Mr Lovejoy says there is likely to be a national stoppage of all unions over pay on November 5. There will be ballots of Unison, the GMB (Britain’s General Union), the Transport and General Workers’ Union, the Association of Teachers and Lecturers. Only the Association for College Management has said it will not strike, but it has sympathy for the action.

“In the past year we have joined with the Association of Colleges to put pressure on the Government for more money.

“Now the focus is on the AOC itself. It is clear there are more resources, and I think we have an opportunity to resolve the dispute. I will write to the AOC to say ‘return to the negotiating table’.

“To be a socialist you have to be optimistic and I remain optimistic.”

Mr Lovejoy has been working in FE for the past 20 years. He left his grammar school in south-east London at the age of 18 with one A-level (economics) and a cluster of O-levels. “I would not say I shone at school.”

He went to evening classes at college to do A-level sociology and got his first insight into FE. He worked full time for a couple of years as a hospital porter. It was here he experienced his first picket lines and demonstrations, when the first national strike of National Health Service workers took place. “I remember a full-time union official coming to speak to us on the picket line and I was in awe of him then.”

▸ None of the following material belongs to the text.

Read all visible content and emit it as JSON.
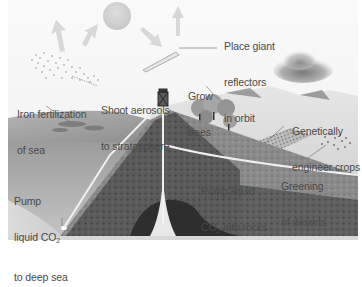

He did clerical work for a while and then went to Birmingham Polytechnic, as was, to do a four-year sociology degree.

Then some factory work, and to Wolverhampton Polytechnic for a Cert Ed. “It was highly useful in terms of FE because many people tend to go in later.”

He became a lecturer in social science at Handsworth College, and a TUC trades union studies lecturer at Solihull College. A NATFHE branch officer for 12 years, he has been a national negotiator since 1994, and sat on the National Executive Committee from 1995 to 2001.

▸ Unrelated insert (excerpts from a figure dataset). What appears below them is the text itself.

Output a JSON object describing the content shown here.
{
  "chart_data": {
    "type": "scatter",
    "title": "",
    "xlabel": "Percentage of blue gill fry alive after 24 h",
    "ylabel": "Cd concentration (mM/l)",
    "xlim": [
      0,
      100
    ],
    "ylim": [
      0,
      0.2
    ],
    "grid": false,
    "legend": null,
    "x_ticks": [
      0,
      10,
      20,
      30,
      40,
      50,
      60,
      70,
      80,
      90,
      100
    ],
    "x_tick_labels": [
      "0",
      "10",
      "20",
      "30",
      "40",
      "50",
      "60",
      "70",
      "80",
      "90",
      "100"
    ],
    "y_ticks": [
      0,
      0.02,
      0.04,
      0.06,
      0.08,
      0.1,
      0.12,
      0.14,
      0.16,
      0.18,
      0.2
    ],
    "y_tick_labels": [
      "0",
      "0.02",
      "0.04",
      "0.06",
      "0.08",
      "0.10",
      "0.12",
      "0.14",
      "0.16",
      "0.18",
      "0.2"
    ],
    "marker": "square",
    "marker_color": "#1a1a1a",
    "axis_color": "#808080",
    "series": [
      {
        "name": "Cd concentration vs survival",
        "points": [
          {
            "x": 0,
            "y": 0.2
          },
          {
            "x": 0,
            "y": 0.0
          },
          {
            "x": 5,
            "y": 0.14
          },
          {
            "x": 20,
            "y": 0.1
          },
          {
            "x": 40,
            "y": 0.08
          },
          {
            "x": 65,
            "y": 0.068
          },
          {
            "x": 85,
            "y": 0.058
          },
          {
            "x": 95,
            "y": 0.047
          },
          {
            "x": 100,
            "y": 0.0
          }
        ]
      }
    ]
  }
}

He spent five years as a part-time lecturer and he feels passionately about the need to end casualisation.

A key moment in his life was the campaign he helped to lead in the early 1980s to prevent the deportation of Muhammad Idrish, a Bangladeshi social worker.

“It took nearly four years, but we won. The issue was the racist nature of the immigration rules, views I still have now, though now the centre of focus is on asylum seekers.”

Mr Lovejoy says he is a socialist and proud of it. He left the Labour party about the time of the Gulf War, “and now I am not in anything, never have been in anything else, surprisingly enough”. He says trades unions should not be ashamed of taking a political stance, so long as they represent their members. For him the incorporation of colleges was the worst thing that ever happened in FE, creating years of conflict, and industrial unrest.

The perceived class nature of the education system is something he rails against. His father left school at 13. He won a scholarship to the grammar school, but the place was given to the son of the headmaster, he says.

Mr Lovejoy lives in Oxford with his wife, a former FE teacher, and their 13-year-old daughter.

Now he looks forward to the new job, giving the office a lick of paint, increasing NATFHE’s (rising) membership, and reading more thrillers on the train to work.